Andrew Pulver 

Seven Samurai tops critics’ poll of best foreign-language films

Akira Kurosawa epic beats Bicycle Thieves to top of BBC’s 100-strong list that includes just four female-directed films
  
  

Seven Samurai.
Timeless … Seven Samurai. Photograph: Toho/Kobal/Rex/Shutterstock

A critics’ poll conducted by the BBC has voted Akira Kurosawa’s 1954 swordsman epic Seven Samurai as the greatest ever non-English-speaking film.

The BBC culture website polled more than 200 “film experts” from more than 40 countries, including critics, academics and curators to create a top-100 list. Seven Samurai beat Bicycle Thieves (1948) and Tokyo Story (1953), which came in second and third respectively. Another Kurosawa film, the multi-perspective crime fable Rashomon (1950), was in fourth place, while his Ikiru (1952) and Ran (1985) also made the list, at 72 and 79.

However, the most repeatedly acclaimed film-makers were Ingmar Bergman and Luis Buñuel, who each recorded five entries.

French proved the most popular non-English cinematic language, with 27 films (led by Jean Renoir’s 1939 masterwork The Rules of the Game), followed by 12 in Mandarin and 11 in Japanese and Italian.

Only a handful of films directed by women made the list, despite 45% of the voters being female. The highest rated is Chantal Akerman’s 1975 art-film Jeanne Dielman, 23 Commerce Quay, 1080 Brussels, at number 14. The other female directors in the list are Claire Denis (with Beau Travail at number 43) and Agnès Varda’s Cléo from 5 to 7 (1962), and Kátia Lund, the co-director of the 2002 Brazilian drama City of God.

Gabrielle Kelly, editor of Celluloid Ceiling: Women Film Directors Breaking Through, told the BBC: “Film studies have always focused on men because men have controlled most aspects of film, ever since it became a profitable business in the US.”

The results showed that it will take time for more recent films to accrue critical favour: the newest film in the top 100 is Michael Haneke’s Amour from 2012 at number 69, while the only other film made this decade is Iranian Oscar-winner A Separation (2011), at number 21. The top 20 is notably light on films made after the 1970s, with only In the Mood for Love (2000), Farewell My Concubine (1993) and A City of Sadness (1989) registering at numbers nine, 12, and 18 respectively.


# Exercise description:
Copy each line below that has "screenshot".

Data supplied START

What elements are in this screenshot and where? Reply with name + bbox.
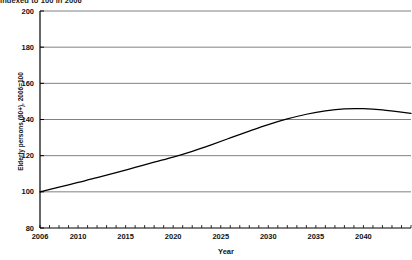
plot-area — [0, 0, 412, 260]
x-tick-label-2030: 2030 — [248, 232, 288, 241]
y-tick-label-160: 160 — [4, 79, 34, 88]
y-tick-label-140: 140 — [4, 115, 34, 124]
x-tick-label-2040: 2040 — [343, 232, 383, 241]
gridlines — [40, 11, 411, 192]
x-tick-label-2020: 2020 — [153, 232, 193, 241]
data-line-elderly-index — [40, 109, 411, 192]
y-tick-label-100: 100 — [4, 187, 34, 196]
y-tick-label-120: 120 — [4, 151, 34, 160]
x-tick-label-2025: 2025 — [201, 232, 241, 241]
y-tick-label-200: 200 — [4, 7, 34, 16]
chart-container: indexed to 100 in 2006 Elderly persons (… — [0, 0, 412, 260]
x-tick-label-2006: 2006 — [20, 232, 60, 241]
x-tick-label-2010: 2010 — [58, 232, 98, 241]
x-tick-label-2035: 2035 — [296, 232, 336, 241]
x-tick-label-2015: 2015 — [106, 232, 146, 241]
y-tick-label-180: 180 — [4, 43, 34, 52]
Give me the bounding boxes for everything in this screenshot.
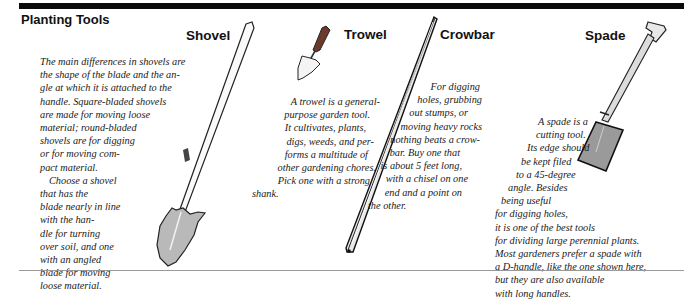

Data supplied END

# Your response:
What elements are in this screenshot and where? Reply with name + bbox.
Give me the bounding boxes for everything in this screenshot.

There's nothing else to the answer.